The 2026 World Cup kicks off on June 11, and the predictions are already louder than the qualifiers ever were. Forty-eight teams, three host countries, the biggest tournament the sport has ever staged. Everyone has a pick. Your group chat has a pick. And the most-quoted pick of all this year comes from a machine.
Opta’s supercomputer ran the whole tournament 10,000 times and came back with a favorite: Spain, at 16.1 percent. That number has been everywhere for the past week. What almost nobody is talking about is how thin that lead actually is, which teams the model quietly rates far lower than you’d expect, and the one big thing I think the simulation is getting wrong.
Let’s get into it.
Here’s a wrinkle that’s genuinely useful if you follow the odds.
On a couple of teams, the model and the betting market flatly disagree. Both Brazil and Portugal are rated noticeably lower by Opta than they’re priced by the bookmakers. That’s a real divergence, and it’s worth understanding what it means rather than just picking a side.
A model like this works from underlying numbers: how teams have actually performed, match after match, stripped of reputation. A betting market works from those numbers too, but it’s also pricing in public money, brand-name pull, and the simple fact that a lot of people will always back Brazil. When the two disagree, it usually means the market is leaning on history and hype that the data doesn’t fully support. That doesn’t make the model right and the bookies wrong, but it tells you where the “obvious” pick might be softer than it looks. (None of this is betting advice. It’s just an interesting place to point your skepticism.)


• Directions for this task
If a line in the entries below contains "Year", copy it.

(Data records)
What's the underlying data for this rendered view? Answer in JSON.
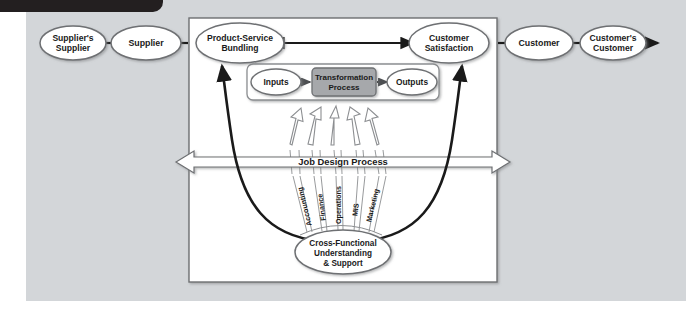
{
  "page": {
    "background_color": "#ffffff",
    "panel_color": "#d3d6d9",
    "tab_color": "#231f20"
  },
  "diagram": {
    "title_tab": "",
    "chain": {
      "suppliers_supplier": "Supplier's\nSupplier",
      "suppliers_supplier_line1": "Supplier's",
      "suppliers_supplier_line2": "Supplier",
      "supplier": "Supplier",
      "customer": "Customer",
      "customers_customer_line1": "Customer's",
      "customers_customer_line2": "Customer"
    },
    "core": {
      "product_service_line1": "Product-Service",
      "product_service_line2": "Bundling",
      "customer_satisfaction_line1": "Customer",
      "customer_satisfaction_line2": "Satisfaction",
      "inputs": "Inputs",
      "transformation_line1": "Transformation",
      "transformation_line2": "Process",
      "outputs": "Outputs",
      "job_design_process": "Job Design Process",
      "cross_functional_line1": "Cross-Functional",
      "cross_functional_line2": "Understanding",
      "cross_functional_line3": "& Support"
    },
    "functions": [
      "Accounting",
      "Finance",
      "Operations",
      "MIS",
      "Marketing"
    ],
    "colors": {
      "oval_stroke": "#6e7073",
      "oval_fill": "#ffffff",
      "transformation_fill": "#a6a8ab",
      "arrow_black": "#1a1a1a",
      "arrow_hollow_stroke": "#8c8e91",
      "box_stroke": "#6e7073",
      "text": "#1a1a1a"
    }
  }
}
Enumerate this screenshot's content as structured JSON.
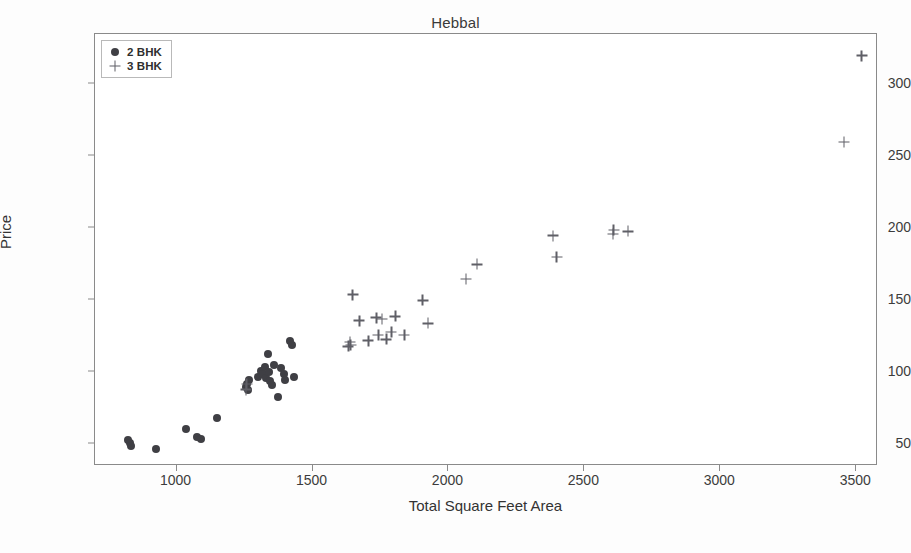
{
  "chart_data": {
    "type": "scatter",
    "title": "Hebbal",
    "xlabel": "Total Square Feet Area",
    "ylabel": "Price",
    "xlim": [
      700,
      3580
    ],
    "ylim": [
      35,
      335
    ],
    "xticks": [
      1000,
      1500,
      2000,
      2500,
      3000,
      3500
    ],
    "yticks": [
      50,
      100,
      150,
      200,
      250,
      300
    ],
    "grid": false,
    "legend_position": "upper left",
    "series": [
      {
        "name": "2 BHK",
        "marker": "circle",
        "color": "#3f3f44",
        "points": [
          [
            820,
            53
          ],
          [
            828,
            51
          ],
          [
            832,
            49
          ],
          [
            925,
            47
          ],
          [
            1035,
            61
          ],
          [
            1075,
            55
          ],
          [
            1090,
            54
          ],
          [
            1150,
            68
          ],
          [
            1255,
            90
          ],
          [
            1258,
            92
          ],
          [
            1262,
            88
          ],
          [
            1268,
            95
          ],
          [
            1300,
            97
          ],
          [
            1310,
            101
          ],
          [
            1318,
            99
          ],
          [
            1325,
            104
          ],
          [
            1330,
            96
          ],
          [
            1335,
            113
          ],
          [
            1340,
            100
          ],
          [
            1345,
            94
          ],
          [
            1352,
            91
          ],
          [
            1360,
            105
          ],
          [
            1372,
            83
          ],
          [
            1385,
            103
          ],
          [
            1395,
            99
          ],
          [
            1400,
            95
          ],
          [
            1418,
            122
          ],
          [
            1425,
            119
          ],
          [
            1432,
            97
          ]
        ]
      },
      {
        "name": "3 BHK",
        "marker": "plus",
        "color": "#5f5f66",
        "points": [
          [
            1255,
            88
          ],
          [
            1258,
            92
          ],
          [
            1632,
            118
          ],
          [
            1638,
            121
          ],
          [
            1640,
            119
          ],
          [
            1648,
            154
          ],
          [
            1672,
            136
          ],
          [
            1705,
            122
          ],
          [
            1735,
            138
          ],
          [
            1742,
            126
          ],
          [
            1755,
            137
          ],
          [
            1772,
            123
          ],
          [
            1790,
            128
          ],
          [
            1805,
            139
          ],
          [
            1838,
            126
          ],
          [
            1905,
            150
          ],
          [
            1925,
            134
          ],
          [
            2065,
            165
          ],
          [
            2105,
            175
          ],
          [
            2385,
            195
          ],
          [
            2398,
            180
          ],
          [
            2605,
            196
          ],
          [
            2608,
            199
          ],
          [
            2660,
            198
          ],
          [
            3455,
            260
          ],
          [
            3520,
            320
          ]
        ]
      }
    ]
  },
  "legend": {
    "items": [
      {
        "label": "2 BHK",
        "marker": "circle"
      },
      {
        "label": "3 BHK",
        "marker": "plus"
      }
    ]
  }
}
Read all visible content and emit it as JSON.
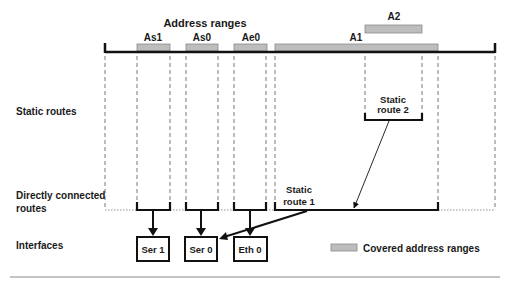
{
  "header": {
    "title": "Address ranges"
  },
  "ranges": [
    {
      "label": "As1",
      "x1": 137,
      "x2": 170
    },
    {
      "label": "As0",
      "x1": 186,
      "x2": 218
    },
    {
      "label": "Ae0",
      "x1": 234,
      "x2": 267
    },
    {
      "label": "A1",
      "x1": 275,
      "x2": 438
    },
    {
      "label": "A2",
      "x1": 365,
      "x2": 422
    }
  ],
  "row_labels": {
    "static_routes": "Static routes",
    "direct_line1": "Directly connected",
    "direct_line2": "routes",
    "interfaces": "Interfaces"
  },
  "static_route_2": {
    "line1": "Static",
    "line2": "route 2"
  },
  "static_route_1": {
    "line1": "Static",
    "line2": "route 1"
  },
  "interfaces": [
    {
      "label": "Ser 1"
    },
    {
      "label": "Ser 0"
    },
    {
      "label": "Eth 0"
    }
  ],
  "legend": {
    "label": "Covered address ranges",
    "swatch_color": "#bdbdbd"
  },
  "colors": {
    "bar_fill": "#bdbdbd",
    "bar_stroke": "#8a8a8a",
    "line": "#111111",
    "dash": "#555555"
  }
}
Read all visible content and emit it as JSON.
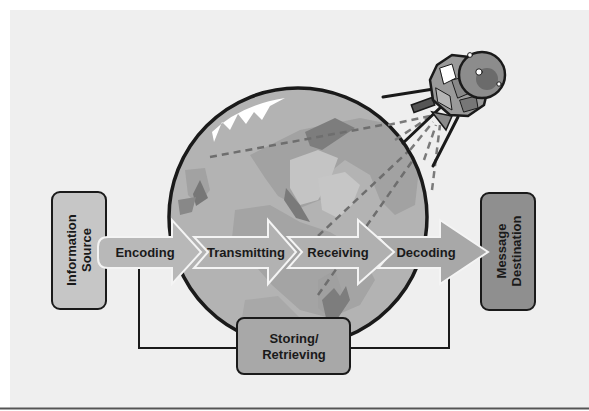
{
  "diagram": {
    "colors": {
      "panel": "#efefef",
      "earth_ocean": "#b3b3b3",
      "earth_land": "#a2a2a2",
      "earth_land_dark": "#7d7d7d",
      "earth_land_light": "#c4c4c4",
      "arrow_fill": "#b0b0b0",
      "source_box": "#c6c6c6",
      "destination_box": "#8f8f8f",
      "storing_box": "#a8a8a8",
      "outline": "#1a1a1a"
    },
    "source": {
      "line1": "Information",
      "line2": "Source"
    },
    "destination": {
      "line1": "Message",
      "line2": "Destination"
    },
    "steps": [
      {
        "label": "Encoding"
      },
      {
        "label": "Transmitting"
      },
      {
        "label": "Receiving"
      },
      {
        "label": "Decoding"
      }
    ],
    "storage": {
      "line1": "Storing/",
      "line2": "Retrieving"
    },
    "icons": {
      "earth": "globe-icon",
      "satellite": "satellite-icon"
    }
  }
}
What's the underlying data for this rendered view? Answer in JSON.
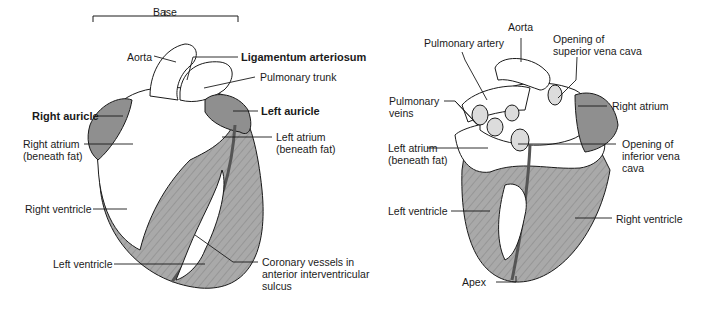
{
  "figure": {
    "anterior_view": {
      "labels": {
        "base": "Base",
        "aorta": "Aorta",
        "ligamentum_arteriosum": "Ligamentum arteriosum",
        "pulmonary_trunk": "Pulmonary trunk",
        "right_auricle": "Right auricle",
        "left_auricle": "Left auricle",
        "right_atrium_l1": "Right atrium",
        "right_atrium_l2": "(beneath fat)",
        "left_atrium_l1": "Left atrium",
        "left_atrium_l2": "(beneath fat)",
        "right_ventricle": "Right ventricle",
        "left_ventricle": "Left ventricle",
        "coronary_l1": "Coronary vessels in",
        "coronary_l2": "anterior interventricular",
        "coronary_l3": "sulcus"
      }
    },
    "posterior_view": {
      "labels": {
        "aorta": "Aorta",
        "pulmonary_artery": "Pulmonary artery",
        "svc_l1": "Opening of",
        "svc_l2": "superior vena cava",
        "pulmonary_veins_l1": "Pulmonary",
        "pulmonary_veins_l2": "veins",
        "right_atrium": "Right atrium",
        "left_atrium_l1": "Left atrium",
        "left_atrium_l2": "(beneath fat)",
        "ivc_l1": "Opening of",
        "ivc_l2": "inferior vena",
        "ivc_l3": "cava",
        "left_ventricle": "Left ventricle",
        "right_ventricle": "Right ventricle",
        "apex": "Apex"
      }
    },
    "colors": {
      "muscle": "#a9a9a9",
      "auricle": "#8f8f8f",
      "vessel": "#6e6e6e",
      "fat": "#ffffff",
      "line": "#1a1a1a"
    }
  }
}
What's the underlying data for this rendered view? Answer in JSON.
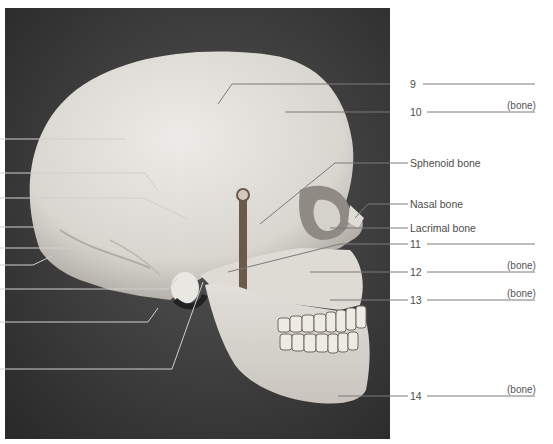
{
  "figure": {
    "photo_colors": {
      "background_dark": "#2f2f2f",
      "background_mid": "#4a4a4a",
      "bone_light": "#e6e4df",
      "bone_mid": "#cfccc6",
      "bone_shadow": "#9a968f",
      "leader_line": "#7a7a7a"
    }
  },
  "right_labels": [
    {
      "id": "9",
      "text": "9",
      "blank": true,
      "suffix": ""
    },
    {
      "id": "10",
      "text": "10",
      "blank": true,
      "suffix": "(bone)"
    },
    {
      "id": "sphenoid",
      "text": "Sphenoid bone",
      "blank": false,
      "suffix": ""
    },
    {
      "id": "nasal",
      "text": "Nasal bone",
      "blank": false,
      "suffix": ""
    },
    {
      "id": "lacrimal",
      "text": "Lacrimal bone",
      "blank": false,
      "suffix": ""
    },
    {
      "id": "11",
      "text": "11",
      "blank": true,
      "suffix": ""
    },
    {
      "id": "12",
      "text": "12",
      "blank": true,
      "suffix": "(bone)"
    },
    {
      "id": "13",
      "text": "13",
      "blank": true,
      "suffix": "(bone)"
    },
    {
      "id": "14",
      "text": "14",
      "blank": true,
      "suffix": "(bone)"
    }
  ],
  "left_leaders_count": 9
}
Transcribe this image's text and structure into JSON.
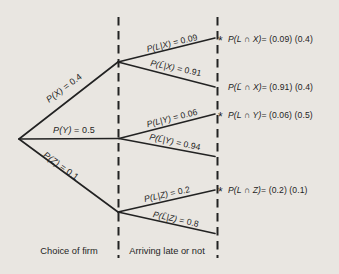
{
  "colors": {
    "background": "#e9e6e1",
    "ink": "#1f1f1f"
  },
  "tree": {
    "branch_labels": [
      {
        "expr": "P(X)",
        "val": " = 0.4"
      },
      {
        "expr": "P(Y)",
        "val": " = 0.5"
      },
      {
        "expr": "P(Z)",
        "val": " = 0.1"
      }
    ],
    "conditional_labels": [
      {
        "expr": "P(L|X)",
        "val": " = 0.09"
      },
      {
        "expr": "P(L̄|X)",
        "val": " = 0.91"
      },
      {
        "expr": "P(L|Y)",
        "val": " = 0.06"
      },
      {
        "expr": "P(L̄|Y)",
        "val": " = 0.94"
      },
      {
        "expr": "P(L|Z)",
        "val": " = 0.2"
      },
      {
        "expr": "P(L̄|Z)",
        "val": " = 0.8"
      }
    ],
    "outcomes": [
      {
        "bullet": "*",
        "expr": "P(L ∩ X)",
        "val": " = (0.09) (0.4)"
      },
      {
        "bullet": "",
        "expr": "P(L̄ ∩ X)",
        "val": " = (0.91) (0.4)"
      },
      {
        "bullet": "*",
        "expr": "P(L ∩ Y)",
        "val": " = (0.06) (0.5)"
      },
      {
        "bullet": "*",
        "expr": "P(L ∩ Z)",
        "val": " = (0.2) (0.1)"
      }
    ],
    "stage_labels": [
      "Choice of firm",
      "Arriving late or not"
    ]
  }
}
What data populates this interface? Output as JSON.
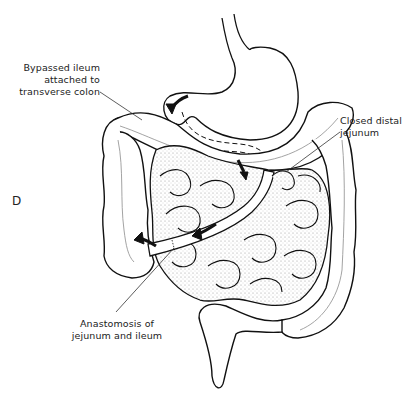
{
  "figure": {
    "panel_letter": "D",
    "labels": {
      "bypassed_line1": "Bypassed ileum",
      "bypassed_line2": "attached to",
      "bypassed_line3": "transverse colon",
      "closed_line1": "Closed distal",
      "closed_line2": "jejunum",
      "anast_line1": "Anastomosis of",
      "anast_line2": "jejunum and ileum"
    },
    "colors": {
      "ink": "#111111",
      "stipple": "#d9d9d9",
      "vessel": "#999999"
    }
  }
}
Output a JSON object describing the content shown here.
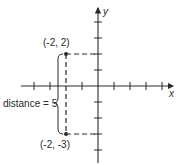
{
  "diagram": {
    "type": "coordinate-plane",
    "axes": {
      "x_label": "x",
      "y_label": "y",
      "x_ticks": [
        -4,
        -3,
        -2,
        -1,
        1,
        2,
        3,
        4
      ],
      "y_ticks": [
        -4,
        -3,
        -2,
        -1,
        1,
        2,
        3,
        4
      ]
    },
    "points": [
      {
        "x": -2,
        "y": 2,
        "label": "(-2, 2)"
      },
      {
        "x": -2,
        "y": -3,
        "label": "(-2, -3)"
      }
    ],
    "annotation": {
      "text": "distance = 5"
    },
    "colors": {
      "ink": "#2a2a2a",
      "background": "#ffffff"
    }
  }
}
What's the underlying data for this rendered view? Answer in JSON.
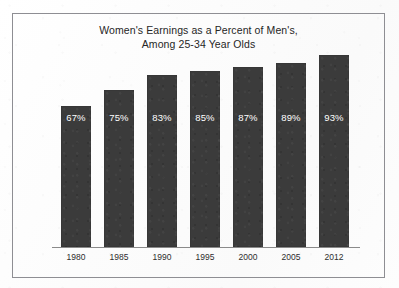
{
  "figure": {
    "background_color": "#fdfdfd",
    "frame_border_color": "#8e8e93",
    "title_line_1": "Women's Earnings as a Percent of Men's,",
    "title_line_2": "Among 25-34 Year Olds"
  },
  "chart_data": {
    "type": "bar",
    "title": "Women's Earnings as a Percent of Men's, Among 25-34 Year Olds",
    "subtitle": "",
    "xlabel": "",
    "ylabel": "",
    "categories": [
      "1980",
      "1985",
      "1990",
      "1995",
      "2000",
      "2005",
      "2012"
    ],
    "values": [
      67,
      75,
      83,
      85,
      87,
      89,
      93
    ],
    "data_labels": [
      "67%",
      "75%",
      "83%",
      "85%",
      "87%",
      "89%",
      "93%"
    ],
    "ylim": [
      0,
      100
    ],
    "grid": false,
    "legend": "none",
    "bar_color": "#3b3b3b",
    "data_label_color": "#ffffff",
    "axis_line_color": "#8a8a8a",
    "tick_label_color": "#2e2e2e"
  }
}
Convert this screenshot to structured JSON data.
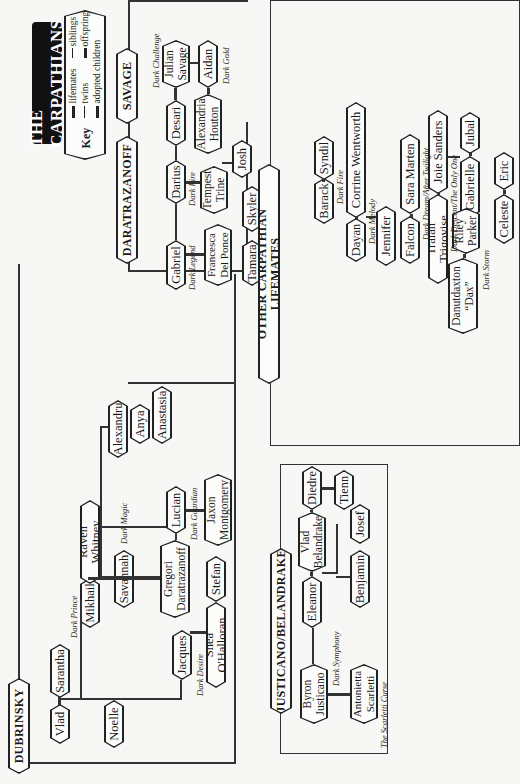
{
  "title": "THE CARPATHIANS",
  "key": {
    "label": "Key",
    "items": [
      {
        "symbol": "double-line",
        "label": "lifemates"
      },
      {
        "symbol": "twins-mark",
        "label": "twins"
      },
      {
        "symbol": "double-t",
        "label": "adopted children"
      },
      {
        "symbol": "single-line",
        "label": "siblings"
      },
      {
        "symbol": "t-mark",
        "label": "offspring"
      }
    ]
  },
  "families": {
    "daratrazanoff": "DARATRAZANOFF",
    "savage": "SAVAGE",
    "dubrinsky": "DUBRINSKY",
    "justicano": "JUSTICANO/BELANDRAKE",
    "other": "OTHER CARPATHIAN LIFEMATES"
  },
  "people": {
    "gabriel": "Gabriel",
    "francesca": "Francesca Del Ponce",
    "darius": "Darius",
    "tempest": "Tempest Trine",
    "desari": "Desari",
    "julian": "Julian Savage",
    "aidan": "Aidan",
    "alexandria": "Alexandria Houton",
    "josh": "Josh",
    "tamara": "Tamara",
    "skyler": "Skyler",
    "dimitri": "Dimitri Tirunul",
    "vlad": "Vlad",
    "sarantha": "Sarantha",
    "mikhail": "Mikhail",
    "raven": "Raven Whitney",
    "noelle": "Noelle",
    "savannah": "Savannah",
    "gregori": "Gregori Daratrazanoff",
    "jacques": "Jacques",
    "shea": "Shea O'Halloran",
    "stefan": "Stefan",
    "lucian": "Lucian",
    "jaxon": "Jaxon Montgomery",
    "alexandru": "Alexandru",
    "anya": "Anya",
    "anastasia": "Anastasia",
    "byron": "Byron Justicano",
    "antonietta": "Antonietta Scarletti",
    "eleanor": "Eleanor",
    "vladb": "Vlad Belandrake",
    "benjamin": "Benjamin",
    "josef": "Josef",
    "diedre": "Diedre",
    "tienn": "Tienn",
    "barack": "Barack",
    "syndil": "Syndil",
    "dayan": "Dayan",
    "corrine": "Corrine Wentworth",
    "jennifer": "Jennifer",
    "falcon": "Falcon",
    "sara": "Sara Marten",
    "traian": "Traian Trigovise",
    "joie": "Joie Sanders",
    "gabrielle": "Gabrielle",
    "jubal": "Jubal",
    "dax": "Danutdaxton “Dax”",
    "riley": "Riley Parker",
    "celeste": "Celeste",
    "eric": "Eric"
  },
  "books": {
    "dark_challenge": "Dark Challenge",
    "dark_gold": "Dark Gold",
    "dark_fire_darius": "Dark Fire",
    "dark_legend": "Dark Legend",
    "dark_wolf": "Dark Wolf",
    "dark_prince": "Dark Prince",
    "dark_magic": "Dark Magic",
    "dark_desire": "Dark Desire",
    "dark_guardian": "Dark Guardian",
    "dark_symphony": "Dark Symphony",
    "scarletti_curse": "The Scarletti Curse",
    "dark_fire_barack": "Dark Fire",
    "dark_melody": "Dark Melody",
    "dark_dream": "Dark Dream/After Twilight",
    "dark_descent": "Dark Descent/The Only One",
    "dark_storm": "Dark Storm"
  }
}
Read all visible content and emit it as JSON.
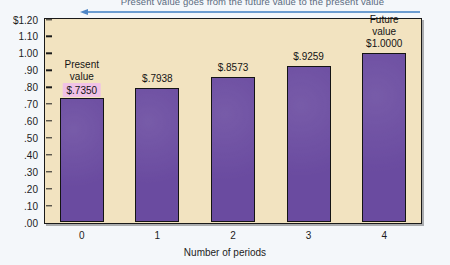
{
  "annotation": {
    "text": "Present value goes from the future value to the present value",
    "arrow_direction": "left",
    "arrow_color": "#4f86c6"
  },
  "colors": {
    "bar": "#6a4ba0",
    "plot_background": "#f2e3c0",
    "page_background": "#f4f7fa",
    "highlight": "#f0c2e6",
    "axis": "#1a1a1a"
  },
  "labels": {
    "present_value_line1": "Present",
    "present_value_line2": "value",
    "future_value_line1": "Future",
    "future_value_line2": "value"
  },
  "chart_data": {
    "type": "bar",
    "title": "",
    "xlabel": "Number of periods",
    "ylabel": "",
    "categories": [
      "0",
      "1",
      "2",
      "3",
      "4"
    ],
    "values": [
      0.735,
      0.7938,
      0.8573,
      0.9259,
      1.0
    ],
    "value_labels": [
      "$.7350",
      "$.7938",
      "$.8573",
      "$.9259",
      "$1.0000"
    ],
    "ylim": [
      0.0,
      1.2
    ],
    "ytick_values": [
      1.2,
      1.1,
      1.0,
      0.9,
      0.8,
      0.7,
      0.6,
      0.5,
      0.4,
      0.3,
      0.2,
      0.1,
      0.0
    ],
    "ytick_labels": [
      "$1.20",
      "1.10",
      "1.00",
      ".90",
      ".80",
      ".70",
      ".60",
      ".50",
      ".40",
      ".30",
      ".20",
      ".10",
      ".00"
    ],
    "grid": false,
    "legend": null,
    "annotations": [
      {
        "category": "0",
        "text": "Present value",
        "highlighted": true
      },
      {
        "category": "4",
        "text": "Future value",
        "highlighted": false
      }
    ]
  }
}
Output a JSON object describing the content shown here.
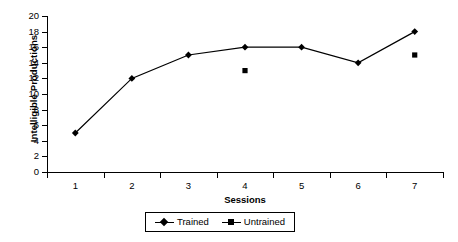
{
  "chart_data": {
    "type": "line",
    "title": "",
    "xlabel": "Sessions",
    "ylabel": "Intelligible Productions",
    "categories": [
      "1",
      "2",
      "3",
      "4",
      "5",
      "6",
      "7"
    ],
    "x": [
      1,
      2,
      3,
      4,
      5,
      6,
      7
    ],
    "ylim": [
      0,
      20
    ],
    "yticks": [
      0,
      2,
      4,
      6,
      8,
      10,
      12,
      14,
      16,
      18,
      20
    ],
    "ytick_labels": [
      "0",
      "2",
      "4",
      "6",
      "8",
      "10",
      "12",
      "14",
      "16",
      "18",
      "20"
    ],
    "grid": false,
    "legend_position": "bottom",
    "series": [
      {
        "name": "Trained",
        "marker": "diamond",
        "line": true,
        "color": "#000000",
        "values": [
          5,
          12,
          15,
          16,
          16,
          14,
          18
        ]
      },
      {
        "name": "Untrained",
        "marker": "square",
        "line": false,
        "color": "#000000",
        "values": [
          null,
          null,
          null,
          13,
          null,
          null,
          15
        ]
      }
    ]
  },
  "axes": {
    "y_title": "Intelligible Productions",
    "x_title": "Sessions"
  },
  "legend": {
    "entries": [
      {
        "label": "Trained",
        "marker": "diamond"
      },
      {
        "label": "Untrained",
        "marker": "square"
      }
    ]
  }
}
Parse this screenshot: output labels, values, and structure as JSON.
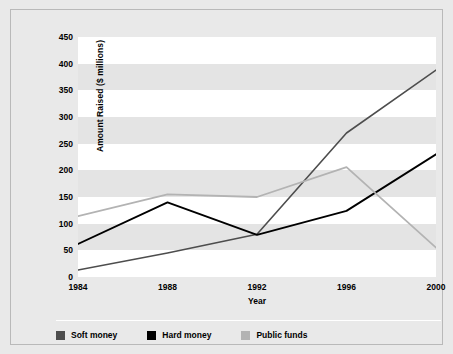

• Solution to this problem
    "title_line_2": "Among 25-34 Year Olds"
    "title": "Women's Earnings as a Percent of Men's, Among 25-34 Year Olds",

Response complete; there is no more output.